Treasury releases plan to close the "tax gap" to raise revenue
Illustration: Annelise Capossela/Axios
The Treasury Department on Thursday unveiled new tax compliance measures that it estimates will raise an additional $700 billion in tax revenue over the next decade, before raising $1.6 trillion in the second decade.
Why it matters: The initiatives are part of President Biden’s American Families Plan agenda and they aim to close the “tax gap” between what the government is owed and what is actually paid.
- Treasury analysis puts that gap at $600 billion in 2019 and suggests it will balloon to roughly $7 trillion through the next 10 years.
The new IRS compliance agenda includes:
- Investing nearly $80 billion in additional IRS resources over the next decade to focus on things like modernizing technology, improving data analytics, and hiring and training agents dedicated to complex enforcement.
- Improving IRS access to third-party reports, including those from financial institutions that could help uncover unreported income streams — helping to deter tax evaders.
- Building a technological infrastructure designed to focus on developing machine learning capabilities, providing protection against cyberattacks, and improving external communication with taxpayers.
- More oversight and stepped-up penalties for evaders — or those who help them, like unregulated tax preparers who may not be providing accurate guidance to their clients.
The $700 billion figure is on the conservative side, Treasury officials said. The impact of deterrence could help nudge the figure higher.
Eye-popping stat: The IRS has the oldest technological infrastructure in the U.S. government. It uses a programming language called Cobol, which is no longer taught and expensive to maintain.
- "The lack of a modernized technological infrastructure means that the IRS doesn't have the tools it needs to effectively meet the challenges of the day," an official said.
Of note: The IRS' plan to use third-party reports from financial institutions as a reference for audits will focus on individuals making more than $400,000 per year, officials said.
The bottom line: The Biden administration is under pressure to find ways to pay for its ambitious American Families Plan and American Jobs Plan. This is one piece of that puzzle.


▶ What the task requires
Using the data below, restate exactly every line from the one with "Locate an element" up to and including the one with "pyautogui.click(x=<x>, y=<y>)". No picture belongs in it.

Dataset records
==*==

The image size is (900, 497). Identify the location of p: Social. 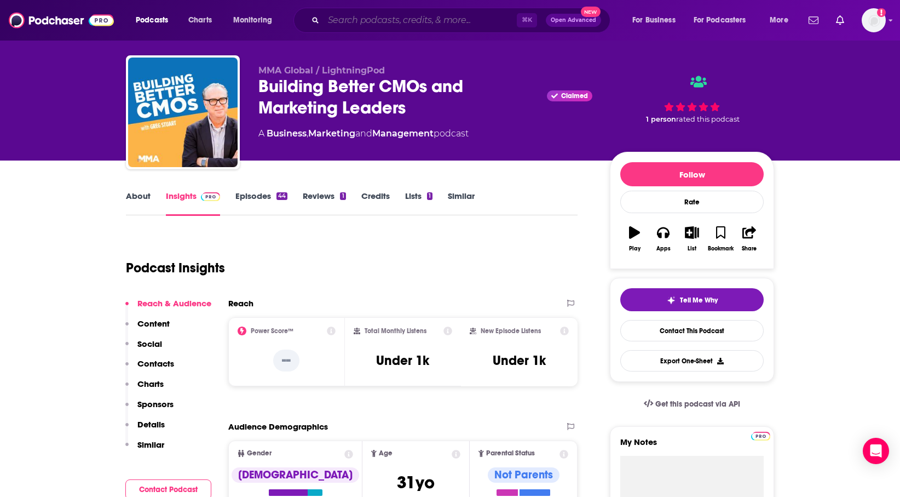
(149, 343).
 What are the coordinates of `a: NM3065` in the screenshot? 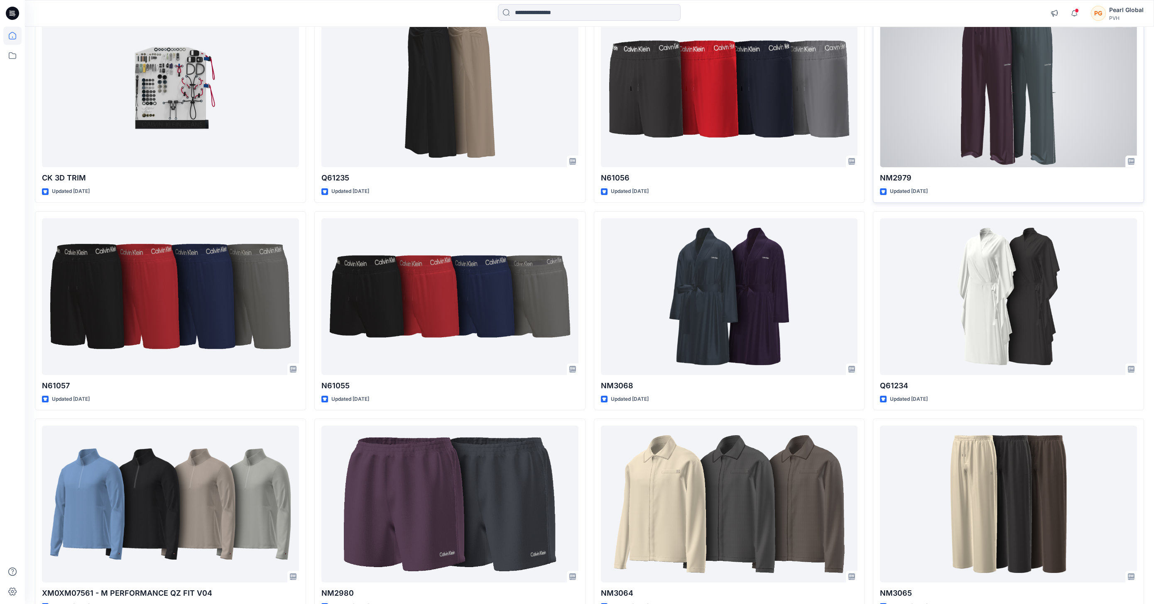 It's located at (1008, 504).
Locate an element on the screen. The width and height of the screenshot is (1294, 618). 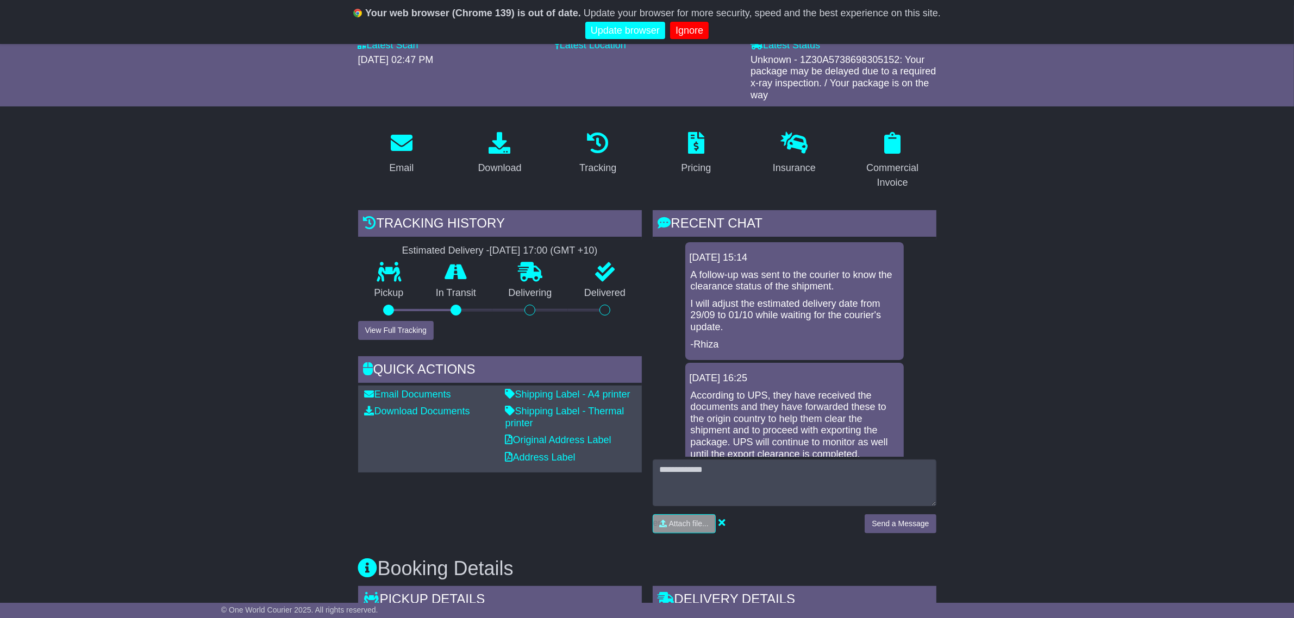
div: Tracking is located at coordinates (598, 168).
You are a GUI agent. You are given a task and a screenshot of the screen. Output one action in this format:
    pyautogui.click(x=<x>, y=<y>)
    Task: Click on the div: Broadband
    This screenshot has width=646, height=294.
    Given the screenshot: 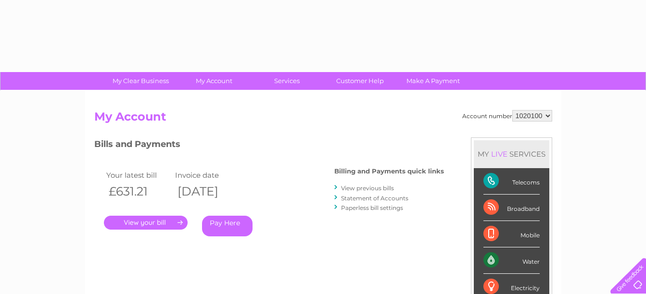 What is the action you would take?
    pyautogui.click(x=511, y=208)
    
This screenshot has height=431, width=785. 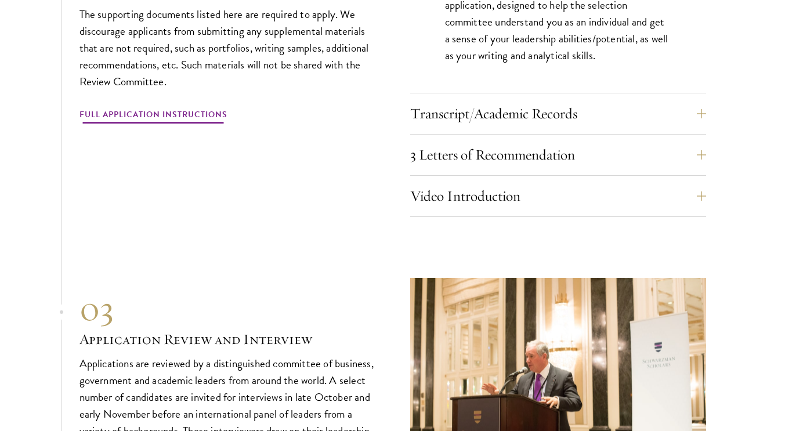 I want to click on button: Transcript/Academic Records, so click(x=558, y=114).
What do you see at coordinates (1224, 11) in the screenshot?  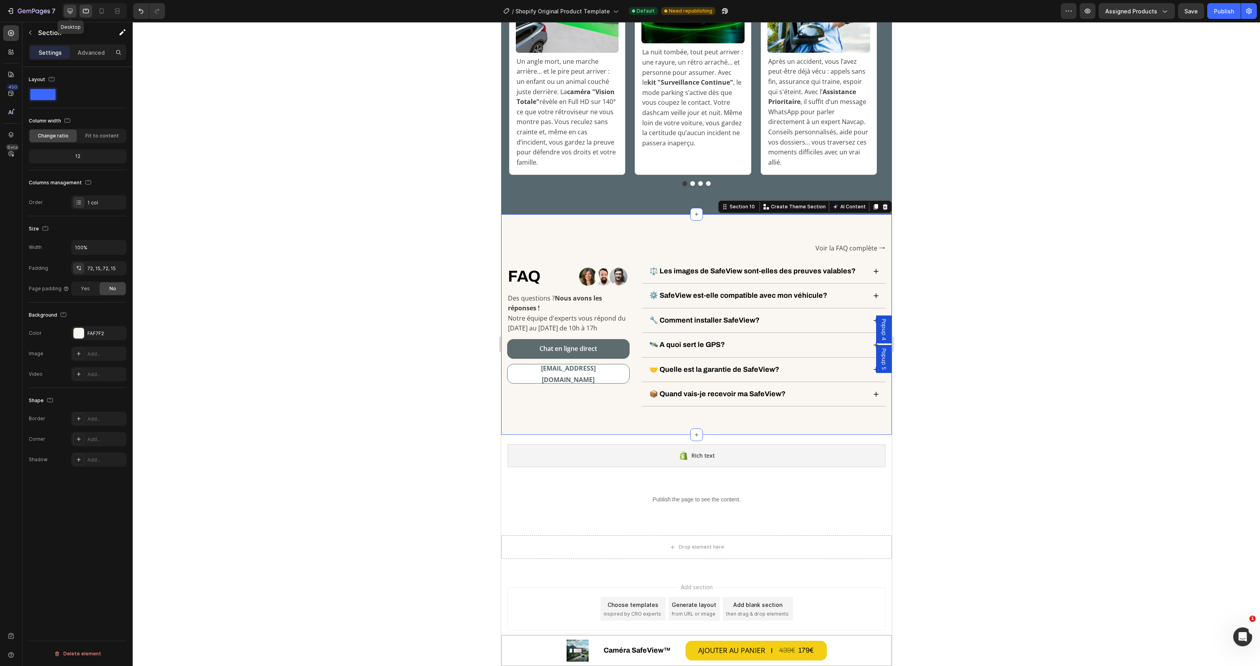 I see `div: Publish` at bounding box center [1224, 11].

==*==

▶ Result of the exercise
Locate an element on the screen. The width and height of the screenshot is (1294, 618). 
div: Tracking is located at coordinates (598, 168).
You are a GUI agent. You are given a task and a screenshot of the screen. Output one action in this format:
    pyautogui.click(x=<x>, y=<y>)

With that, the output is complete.